As healthy parents, we long to intervene in the suffering of our children. We want them to be well and comfortable. In infancy, this is good and ensures that their basic needs for food, shelter, and love will be met; however we should begin to allow some autonomy as our children try and assert themselves. When they begin to walk, we must allow the occasional fall. On the other hand, we must not be so over-bearing as to engineer circumstances to bring about their suffering, and at any rate it is hardly necessary as every created thing is groaning in pain under the weight of The Fall.
It is our task to provide them with the whole truth while shielding them from evil to the best of our abilities. It is not our work to prevent their suffering. Personal suffering to some degree is the very thing that leads one to God at the point of justification, and later at the various points of sanctification. It is ordained that each and every Christian will suffer at the point of glorification due to the death of the physical body, the actual separation of spirit from flesh. Though, we may cite an instance when a person is said to have “walked away with God,” this does not mean there was no pain in the metamorphosis that had to take place, and salvation is complete when it has passed through these three stages. We may be sure the thief on the cross passed through them; albeit in an unusually rapid manner.
Scripture does not allow that we make personal peace and prosperity our goal in life, and as parents we are on occasion unhappy in our own suffering. We occasionally desire, though it be momentary, to escape our hardship. We may attempt this in a variety of ways- some seemingly benign and others completely unhealthy. We may influence our children to attempt their own flight. Also, in this we may inspire our children, though unwittingly, to go forth and right the wrongs that we’ve suffered within the roles and circumstances that God has designed and allowed for us. This we must strive against as suffering is ordained for the Christian. The Christian by very definition, is the one attempting to navigate this fallen world in a manner that is pleasing to His Father God. A Christian is one who has recognized his own offenses before God (his sin) and has purposed to live in a fight against further offense. Therefore, to ignite in our children a desire to escape this difficulty is to inspire our children to abandon God. May it never be!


Your response should consist of the entries below, reproduced exactly and without their images.

---- RECORDED INFORMATION

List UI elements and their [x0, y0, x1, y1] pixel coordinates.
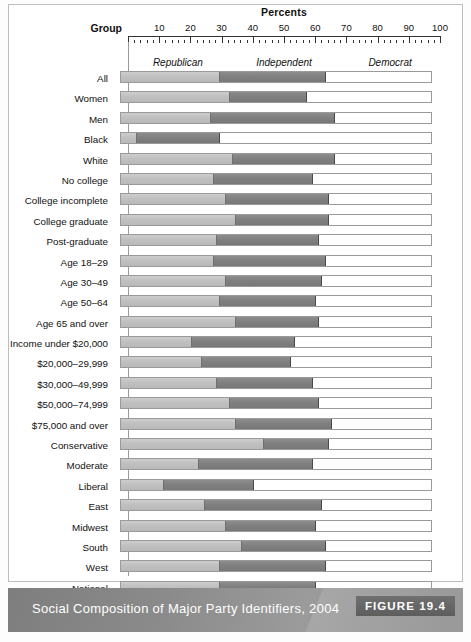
chart-row: Moderate: [0, 457, 455, 477]
stacked-bar: [120, 153, 432, 165]
ruler-tick-38: [247, 40, 248, 43]
ruler-tick-12: [165, 40, 166, 43]
x-tick-label-50: 50: [279, 22, 290, 33]
ruler-tick-16: [178, 40, 179, 43]
bar-segment-republican: [121, 378, 217, 388]
bar-segment-democrat: [220, 133, 431, 143]
bar-segment-republican: [121, 480, 164, 490]
bar-segment-republican: [121, 317, 236, 327]
x-tick-label-10: 10: [154, 22, 165, 33]
bar-segment-independent: [205, 500, 323, 510]
bar-segment-independent: [202, 357, 292, 367]
bar-segment-democrat: [335, 113, 431, 123]
x-tick-label-100: 100: [432, 22, 448, 33]
ruler-tick-18: [184, 40, 185, 43]
chart-row: Income under $20,000: [0, 335, 455, 355]
bar-segment-independent: [217, 378, 313, 388]
chart-row: $30,000–49,999: [0, 376, 455, 396]
bar-segment-democrat: [292, 357, 432, 367]
ruler-tick-14: [172, 40, 173, 43]
ruler-tick-94: [421, 40, 422, 43]
ruler-tick-20: [190, 37, 191, 43]
legend-label-republican: Republican: [153, 57, 203, 68]
ruler-tick-30: [222, 37, 223, 43]
ruler-tick-70: [346, 37, 347, 43]
row-label-23: South: [82, 542, 108, 553]
ruler-tick-6: [147, 40, 148, 43]
ruler-tick-62: [321, 40, 322, 43]
stacked-bar: [120, 91, 432, 103]
stacked-bar: [120, 336, 432, 348]
bar-segment-republican: [121, 561, 220, 571]
bar-segment-democrat: [307, 92, 431, 102]
bar-segment-republican: [121, 521, 226, 531]
chart-row: Black: [0, 131, 455, 151]
ruler-tick-10: [159, 37, 160, 43]
bar-segment-republican: [121, 215, 236, 225]
x-tick-label-60: 60: [310, 22, 321, 33]
row-label-13: Income under $20,000: [10, 338, 108, 349]
row-label-9: Age 18–29: [61, 257, 108, 268]
ruler-tick-64: [328, 40, 329, 43]
stacked-bar: [120, 418, 432, 430]
bar-segment-independent: [220, 561, 325, 571]
bar-segment-republican: [121, 276, 226, 286]
row-label-16: $50,000–74,999: [37, 399, 108, 410]
stacked-bar: [120, 132, 432, 144]
row-label-22: Midwest: [72, 522, 108, 533]
bar-segment-republican: [121, 439, 264, 449]
bar-segment-republican: [121, 256, 214, 266]
ruler-tick-34: [234, 40, 235, 43]
row-label-21: East: [88, 501, 108, 512]
ruler-tick-72: [353, 40, 354, 43]
stacked-bar: [120, 458, 432, 470]
chart-row: Women: [0, 90, 455, 110]
ruler-tick-56: [303, 40, 304, 43]
bar-segment-republican: [121, 113, 211, 123]
bar-segment-independent: [192, 337, 294, 347]
bar-segment-republican: [121, 357, 202, 367]
bar-segment-independent: [226, 521, 316, 531]
row-label-15: $30,000–49,999: [37, 379, 108, 390]
bar-segment-democrat: [335, 154, 431, 164]
ruler-tick-96: [428, 40, 429, 43]
chart-row: White: [0, 152, 455, 172]
chart-row: Age 50–64: [0, 294, 455, 314]
ruler-tick-36: [240, 40, 241, 43]
bar-segment-republican: [121, 419, 236, 429]
stacked-bar: [120, 397, 432, 409]
bar-segment-democrat: [313, 378, 431, 388]
ruler-tick-90: [409, 37, 410, 43]
axis-title-percents: Percents: [128, 6, 440, 18]
bar-segment-independent: [164, 480, 254, 490]
row-label-19: Moderate: [67, 460, 108, 471]
bar-segment-republican: [121, 92, 230, 102]
bar-segment-democrat: [313, 459, 431, 469]
ruler-tick-98: [434, 40, 435, 43]
bar-segment-democrat: [319, 235, 431, 245]
chart-row: $20,000–29,999: [0, 355, 455, 375]
stacked-bar: [120, 356, 432, 368]
figure-number-badge: FIGURE 19.4: [356, 596, 455, 616]
ruler-tick-32: [228, 40, 229, 43]
legend-label-independent: Independent: [256, 57, 312, 68]
bar-segment-independent: [226, 194, 328, 204]
stacked-bar: [120, 295, 432, 307]
bar-segment-republican: [121, 72, 220, 82]
ruler-tick-28: [215, 40, 216, 43]
bar-segment-republican: [121, 296, 220, 306]
stacked-bar: [120, 234, 432, 246]
bar-segment-republican: [121, 235, 217, 245]
axis-title-group: Group: [40, 22, 122, 34]
bar-segment-democrat: [319, 317, 431, 327]
ruler-tick-52: [290, 40, 291, 43]
chart-rows: AllWomenMenBlackWhiteNo collegeCollege i…: [0, 70, 455, 600]
bar-segment-independent: [236, 419, 332, 429]
bar-segment-democrat: [326, 541, 431, 551]
row-label-10: Age 30–49: [61, 277, 108, 288]
bar-segment-independent: [230, 398, 320, 408]
stacked-bar: [120, 275, 432, 287]
bar-segment-democrat: [326, 72, 431, 82]
bar-segment-democrat: [254, 480, 431, 490]
bar-segment-republican: [121, 398, 230, 408]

--------

→ ANSWER SECTION:
List UI elements and their [x0, y0, x1, y1] pixel coordinates.
chart-row: Moderate: [0, 457, 455, 477]
stacked-bar: [120, 153, 432, 165]
ruler-tick-38: [247, 40, 248, 43]
ruler-tick-12: [165, 40, 166, 43]
x-tick-label-50: 50: [279, 22, 290, 33]
ruler-tick-16: [178, 40, 179, 43]
bar-segment-republican: [121, 378, 217, 388]
bar-segment-democrat: [220, 133, 431, 143]
bar-segment-republican: [121, 480, 164, 490]
bar-segment-republican: [121, 317, 236, 327]
x-tick-label-10: 10: [154, 22, 165, 33]
bar-segment-independent: [205, 500, 323, 510]
bar-segment-independent: [202, 357, 292, 367]
bar-segment-democrat: [335, 113, 431, 123]
x-tick-label-100: 100: [432, 22, 448, 33]
ruler-tick-18: [184, 40, 185, 43]
chart-row: Income under $20,000: [0, 335, 455, 355]
bar-segment-independent: [217, 378, 313, 388]
chart-row: $30,000–49,999: [0, 376, 455, 396]
bar-segment-democrat: [292, 357, 432, 367]
ruler-tick-14: [172, 40, 173, 43]
ruler-tick-94: [421, 40, 422, 43]
ruler-tick-20: [190, 37, 191, 43]
legend-label-republican: Republican: [153, 57, 203, 68]
ruler-tick-30: [222, 37, 223, 43]
ruler-tick-70: [346, 37, 347, 43]
row-label-23: South: [82, 542, 108, 553]
ruler-tick-6: [147, 40, 148, 43]
ruler-tick-62: [321, 40, 322, 43]
stacked-bar: [120, 91, 432, 103]
stacked-bar: [120, 336, 432, 348]
bar-segment-republican: [121, 561, 220, 571]
bar-segment-democrat: [307, 92, 431, 102]
bar-segment-republican: [121, 521, 226, 531]
chart-row: Black: [0, 131, 455, 151]
ruler-tick-10: [159, 37, 160, 43]
bar-segment-republican: [121, 215, 236, 225]
x-tick-label-60: 60: [310, 22, 321, 33]
row-label-13: Income under $20,000: [10, 338, 108, 349]
row-label-9: Age 18–29: [61, 257, 108, 268]
ruler-tick-64: [328, 40, 329, 43]
stacked-bar: [120, 418, 432, 430]
bar-segment-independent: [220, 561, 325, 571]
bar-segment-republican: [121, 276, 226, 286]
row-label-16: $50,000–74,999: [37, 399, 108, 410]
stacked-bar: [120, 132, 432, 144]
row-label-22: Midwest: [72, 522, 108, 533]
bar-segment-republican: [121, 439, 264, 449]
bar-segment-republican: [121, 256, 214, 266]
ruler-tick-34: [234, 40, 235, 43]
row-label-21: East: [88, 501, 108, 512]
ruler-tick-72: [353, 40, 354, 43]
stacked-bar: [120, 458, 432, 470]
chart-row: Women: [0, 90, 455, 110]
ruler-tick-56: [303, 40, 304, 43]
bar-segment-republican: [121, 113, 211, 123]
bar-segment-independent: [192, 337, 294, 347]
bar-segment-republican: [121, 357, 202, 367]
bar-segment-independent: [226, 521, 316, 531]
row-label-15: $30,000–49,999: [37, 379, 108, 390]
bar-segment-democrat: [335, 154, 431, 164]
ruler-tick-96: [428, 40, 429, 43]
chart-row: White: [0, 152, 455, 172]
chart-row: Age 50–64: [0, 294, 455, 314]
ruler-tick-36: [240, 40, 241, 43]
bar-segment-republican: [121, 419, 236, 429]
stacked-bar: [120, 397, 432, 409]
bar-segment-democrat: [313, 378, 431, 388]
ruler-tick-90: [409, 37, 410, 43]
axis-title-percents: Percents: [128, 6, 440, 18]
bar-segment-independent: [164, 480, 254, 490]
row-label-19: Moderate: [67, 460, 108, 471]
bar-segment-republican: [121, 92, 230, 102]
bar-segment-democrat: [313, 459, 431, 469]
ruler-tick-98: [434, 40, 435, 43]
bar-segment-democrat: [319, 235, 431, 245]
chart-row: $20,000–29,999: [0, 355, 455, 375]
stacked-bar: [120, 356, 432, 368]
figure-number-badge: FIGURE 19.4: [356, 596, 455, 616]
ruler-tick-32: [228, 40, 229, 43]
legend-label-independent: Independent: [256, 57, 312, 68]
bar-segment-independent: [226, 194, 328, 204]
stacked-bar: [120, 295, 432, 307]
bar-segment-republican: [121, 72, 220, 82]
ruler-tick-28: [215, 40, 216, 43]
bar-segment-republican: [121, 296, 220, 306]
stacked-bar: [120, 234, 432, 246]
bar-segment-republican: [121, 235, 217, 245]
axis-title-group: Group: [40, 22, 122, 34]
bar-segment-democrat: [319, 317, 431, 327]
ruler-tick-52: [290, 40, 291, 43]
chart-rows: AllWomenMenBlackWhiteNo collegeCollege i…: [0, 70, 455, 600]
bar-segment-independent: [236, 419, 332, 429]
bar-segment-democrat: [326, 541, 431, 551]
row-label-10: Age 30–49: [61, 277, 108, 288]
bar-segment-independent: [230, 398, 320, 408]
stacked-bar: [120, 275, 432, 287]
bar-segment-democrat: [326, 72, 431, 82]
bar-segment-democrat: [254, 480, 431, 490]
bar-segment-republican: [121, 398, 230, 408]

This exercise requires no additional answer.